Mick and Phil make a careful
examination of the site

A despondent geophysics team arrived on Day One. Their definition of the perfect Time Team is a flat field full of chunky walls, so a small woodland clearing did not go down well. With only small areas open to survey this was going to be a long three days for John Gater.

No single discovery could prove this was a chapel, instead we had to look for a list of characteristics set out by Mick - quartz pebbles, east-west orientation, a leacht, burials and carved ecclesiastical stones. Phil opened the first trench on the east end of the structure, hoping to find burials - one of the key chapel features.

But we weren't just focusing all our efforts on the clearing. Stewart had identified several features in the woods that could have been part of a wider monastic complex. Raksha set off deep into the trees to dig one of Stewart's targets.

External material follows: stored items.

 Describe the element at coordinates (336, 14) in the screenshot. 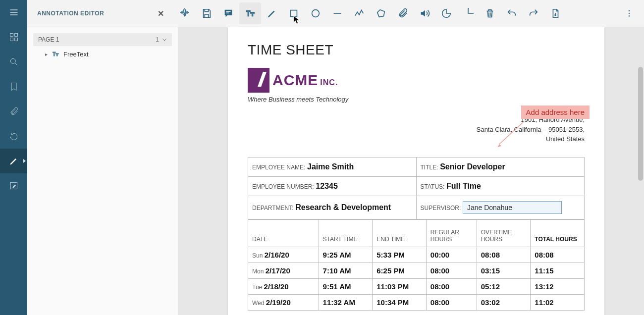

I see `top-toolbar: ANNOTATION EDITOR ✕` at that location.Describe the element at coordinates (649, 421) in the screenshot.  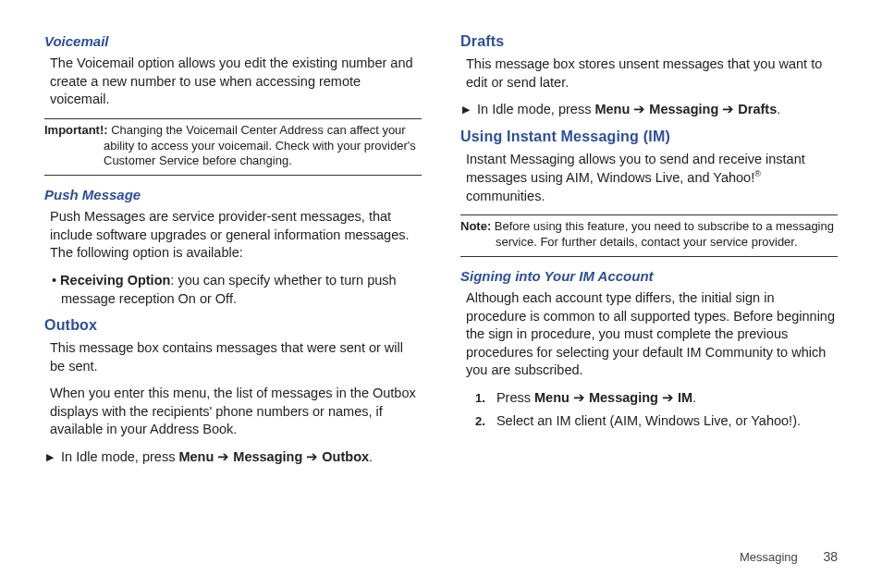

Outside the eastern end of the building was a mound Mick identified as a possible leacht, an extremely rare thing to find in Scotland. No-one knows exactly what they're for although theories include them being an external altar or a founder's shrine. Either way it was down to Phil to make sense of the mound as he picked apart the pile of rubble.

Phil's work on the leacht began to quickly yield results. He revealed a regular square structure with a slot for a standing cross in the centre. This was definitely a leacht and Mick was almost certain we had a chapel, but did it sit up here in isolation?

A section from a carved stone cross

Well, our work in the woods around the clearing was beginning to suggest we had an even more intriguing story on our hands. Raksha had uncovered a building which could have acted as accommodation for a monastic site and what was more all the buildings we were uncovering sat on the promontory of a hill enclosed by a wall. These were all classic indications of a very early monastery site. And verily, Mick's cup did runneth over with excitement as he began to suspect his monastery was closely connected to Saint Columba - the Irish monk who brought Christianity to the north of Britain.

And still the discoveries continued. Back on site we'd uncovered a handful of human teeth from the north side of the chapel - these were all that remained of the skeleton after the bones had been destroyed by the acidic soils.

But Matt Williams uncovered an even more exciting burial right under the eastern end of the chapel. This is the classic location for the burial of the founder of a site and a startled team realised that we may have just uncovered the body of a local saint.

The final find waited until the very end of Day Three. From amongst the stone of Phil's leacht emerged part of a carved stone cross. It had been sitting on top of the leacht but had gone unnoticed as the pattern looked almost like a muddy boot print. It wasn't until it was cleaned that we realised it was part of an 8th century carved cross - it was the perfect end to a remarkable three days.